Codex and Gemma teacher scores by category
| Category | Codex | Gemma |
|---|---|---|
| Metaresearch | 0.002 | 0.000 |
| Meta-epidemiology (narrow) | 0.000 | 0.000 |
| Meta-epidemiology (broad) | 0.000 | 0.000 |
| Bibliometrics | 0.000 | 0.000 |
| Science and technology studies | 0.000 | 0.000 |
| Scholarly communication | 0.000 | 0.000 |
| Open science | 0.001 | 0.000 |
| Research integrity | 0.000 | 0.001 |
| Insufficient payload (model declined to judge) | 0.002 | 0.000 |
Machine scores (provisional)
The two teacher heads of the student model, read on this work. A score orders the frame for review; it never asserts a category, and the validation status ships verbatim with every row.
Baseline scores from an immature model (maturity gate not passed, 7 training rounds).
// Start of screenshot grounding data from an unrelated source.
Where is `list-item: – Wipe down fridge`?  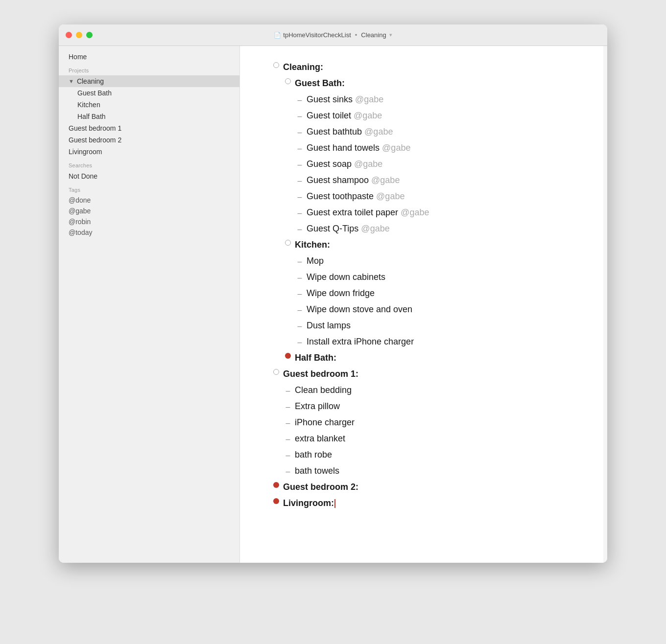
list-item: – Wipe down fridge is located at coordinates (422, 294).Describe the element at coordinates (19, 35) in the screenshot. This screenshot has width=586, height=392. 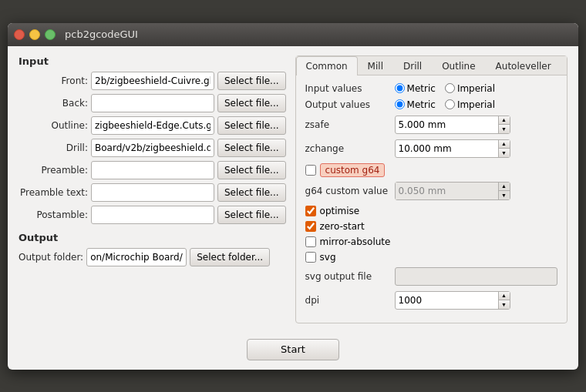
I see `close-button` at that location.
Scores rank; they never assert a category.
score_only:v0-immature-baseline · verbatim from the scoring run: score_only means the number may rank works, and no category label ships from itClassification
machine, unvalidatedMachine predicted; a candidate call from one teacher head, not a consensus.
How this classification was reached, model by model and score by score, is at the end of the page under "How this classification was reached".